On the other hand, there has been no change in the way the world has done business. In the case of agriculture in global trade negotiations, the West has not reduced its obscene subsidies to its farmers. It has simply played games to move them from one box to another - it has renamed them and reworked them. The farmers of the developing world continue to be at a huge disadvantage. Similarly, in climate negotiations, the West has not reduced its emissions, so countries like China occupied the little ecological space that was available. Now the world has run out of atmospheric space and certainly of time.
So the fight is now even more contested and nasty. In climate change negotiations, the West wants to dump the 1992 agreement, which required its nations to reduce emissions and share the atmospheric space with new growth countries. They say the world has changed, and that emerging countries are now their competitors in trade and pollution and so they cannot make any concessions.

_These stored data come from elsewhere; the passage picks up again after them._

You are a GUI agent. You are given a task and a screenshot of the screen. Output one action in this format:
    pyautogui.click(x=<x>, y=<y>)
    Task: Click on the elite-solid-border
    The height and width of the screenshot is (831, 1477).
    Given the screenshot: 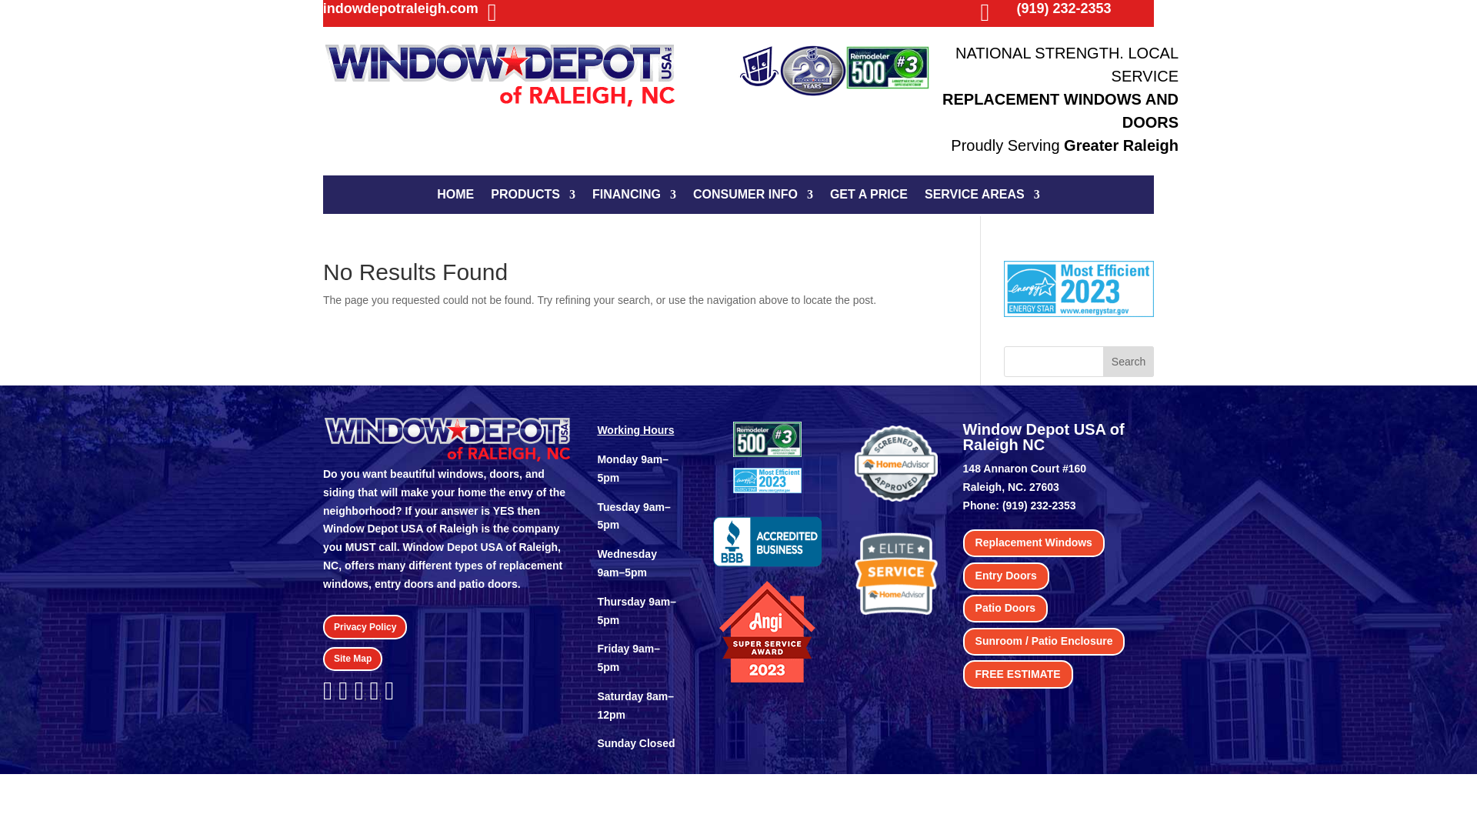 What is the action you would take?
    pyautogui.click(x=896, y=574)
     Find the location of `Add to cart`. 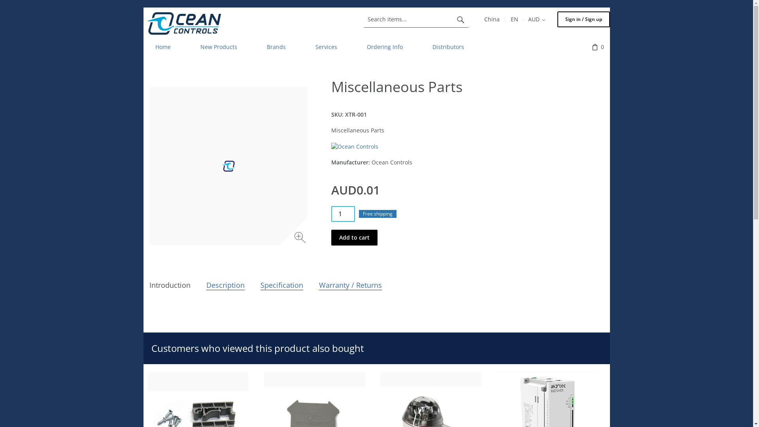

Add to cart is located at coordinates (354, 238).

In agriculture, they want restrictions in the subsidy bill of developing countries. At the Bali WTO meet, the support price paid to poor farmers was considered to distort global trade. The Indian government was evidently vociferous in its opposition. But the final Bali deal on agriculture is ambiguous and could hit poor farmers in the future.
So the question is: is India successful in fighting for the rights of the poor in the world? Or does it make loud noises and end with no real gain? And why?